When the Makeyev Design Bureau announced that the May 20, 2011 launch was part of a Liner SLBM flight test program, my money was on this being a version of the R-29RM Sineva missile with more than four warheads. It appears that this is indeed the case - one report quotes a Makeyev press-release as saying that Liner can carry "1.5-2 times more warheads than Bulava" (I cannot find the original press-release, though). Since Bulava is believed to be carrying six warheads, this would make Liner carry anywhere from 9 to 12. Most likely the number is ten - this is the number of warheads the original R-29RM missile was tested with back in the 1980.

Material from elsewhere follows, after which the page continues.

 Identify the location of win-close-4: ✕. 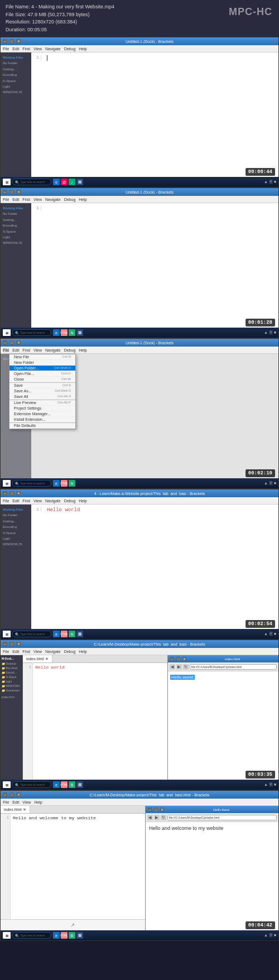
(18, 493).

The warheads would be very small - probably similar to the ones developed for the R-39 missile, with weight of about 130 kg each and yield of 75 kt. But Soviet/Russian SLBM warheads most likely never had a mission that would call for high yield anyway, so I would doubt if anybody in Russia would be concerned about warhead yield - it's the number of warheads that seems to matter.

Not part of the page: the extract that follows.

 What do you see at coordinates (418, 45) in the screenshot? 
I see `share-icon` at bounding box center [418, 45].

It is not surprising that Russia wants to increase the number of warheads on its ballistic missiles - as far as this number is concerned, Russia is already below the New START limit, so there is plenty of room for deployment. This is why we see the projects like RS-24 and now Liner. Not to mention the new MIRVed ICBM. I guess it would take Russia some time to realize that inflating the number of warheads does nothing for security, but at this point the urge to go for more warheads (and keep the proverbial strategic parity with the United States) seems to be too strong to resist.